The latest news from our solar system evokes memories of the Hungry Hippos game.
A new paper published this month in the journal Astronomy & Astrophysics says that the planet Jupiter may have become so large in part, in a sense, by swallowing smaller nearby planets.
NASA’s Juno spacecraft was able to gather new data on the monster planet when Jupiter’s famous huge gas clouds temporarily parted and the space mission was able to peek inside its core.
Read more: The rover notices shiny human garbage on the red planet
According to the returned chemical composition, astronomers believe that hungry Jupiter may have swallowed numerous “planetesimals” or baby planets in the distant past.
The latest discoveries highlight what Jupiter’s monster really is. The planet is more than 300 times larger than ours and has twice the force of Earth’s gravity. There is also the Big Red Spot – a storm that has been raging for at least 150 years, reports Space magazine, but probably much longer.
Jupiter was not only “one of the first planets to form in our solar system,” but also “the most influential planet in the formation of the solar system,” Jamila Miguel, a Dutch astrophysicist who led the study, told Live Science.
The beauty of the gas giants. 🤩 The largest planets in our solar system! Which includes: Jupiter, Saturn and Neptune! #astronomy #NASA #nasasocial #Space #UNIVERSE #physics pic.twitter.com/n3EbCN0Niz
– Astronomy Hub (@AstronomHub) June 24, 2022
Prior to this study, astrophysicists debated whether Jupiter was formed by eating other planets or by attracting other space debris with its incredible gravitational pull.
Now this team of researchers believes they may have solved the mystery.
Read more: James Webb’s telescope sends more amazing images of a distant galaxy
These findings also suggest that other gas giants in the solar system, such as Saturn, Uranus and Neptune, may also be of planetesimal origin.
Earthlings are likely to learn much more about Jupiter – also known as the “Gas Giant” – in the coming years, as the newly launched James Webb Space Telescope directs one of its giant golden mirrors to the planet as one of its 13 early target missions.
“In the first year of scientific operations, we expect the Web to write entirely new chapters in the history of our origins – the formation of stars and planets,” said Klaus Pontopidan, a scientist in the Web Space Telescope Institute’s Web project, in a recent NASA publication. blog post.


* TASK GOAL: Set down the listing exactly as given, minus images.

* INPUT RECORDS:

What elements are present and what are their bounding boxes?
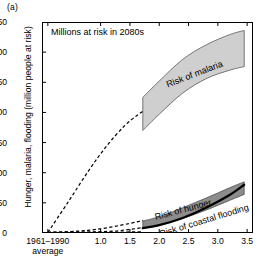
y-tick-label: 100 — [0, 167, 7, 177]
series-labels: Risk of malariaRisk of hungerRisk of coa… — [154, 59, 250, 233]
y-axis-title: Hunger, malaria, flooding (million peopl… — [23, 17, 33, 217]
y-tick-label: 150 — [0, 137, 7, 147]
chart-svg: Risk of malariaRisk of hungerRisk of coa… — [42, 22, 253, 233]
y-tick-label: 300 — [0, 47, 7, 57]
y-tick-label: 0 — [0, 228, 7, 238]
plot-area: Risk of malariaRisk of hungerRisk of coa… — [42, 22, 253, 233]
y-tick-label: 350 — [0, 17, 7, 27]
figure-panel-a: (a) Hunger, malaria, flooding (million p… — [0, 0, 264, 268]
x-tick-label: 1961–1990 — [18, 236, 78, 246]
y-tick-label: 200 — [0, 107, 7, 117]
panel-label: (a) — [7, 2, 18, 12]
y-tick-label: 50 — [0, 197, 7, 207]
chart-annotation: Millions at risk in 2080s — [51, 27, 144, 37]
x-tick-label: 3.5 — [217, 236, 264, 246]
y-tick-label: 250 — [0, 77, 7, 87]
x-tick-sublabel: average — [18, 246, 78, 256]
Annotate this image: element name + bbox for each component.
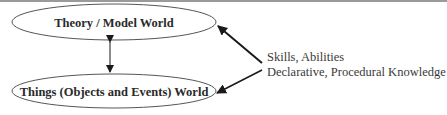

* ANSWER FOR THIS EXERCISE:
What elements are present and what are their bounding boxes?
y-tick-label: 100 — [0, 167, 7, 177]
series-labels: Risk of malariaRisk of hungerRisk of coa… — [154, 59, 250, 233]
y-axis-title: Hunger, malaria, flooding (million peopl… — [23, 17, 33, 217]
y-tick-label: 150 — [0, 137, 7, 147]
chart-svg: Risk of malariaRisk of hungerRisk of coa… — [42, 22, 253, 233]
y-tick-label: 300 — [0, 47, 7, 57]
y-tick-label: 0 — [0, 228, 7, 238]
plot-area: Risk of malariaRisk of hungerRisk of coa… — [42, 22, 253, 233]
y-tick-label: 350 — [0, 17, 7, 27]
figure-panel-a: (a) Hunger, malaria, flooding (million p… — [0, 0, 264, 268]
x-tick-label: 1961–1990 — [18, 236, 78, 246]
y-tick-label: 200 — [0, 107, 7, 117]
panel-label: (a) — [7, 2, 18, 12]
y-tick-label: 50 — [0, 197, 7, 207]
chart-annotation: Millions at risk in 2080s — [51, 27, 144, 37]
x-tick-label: 3.5 — [217, 236, 264, 246]
y-tick-label: 250 — [0, 77, 7, 87]
x-tick-sublabel: average — [18, 246, 78, 256]
Annotate this image: element name + bbox for each component.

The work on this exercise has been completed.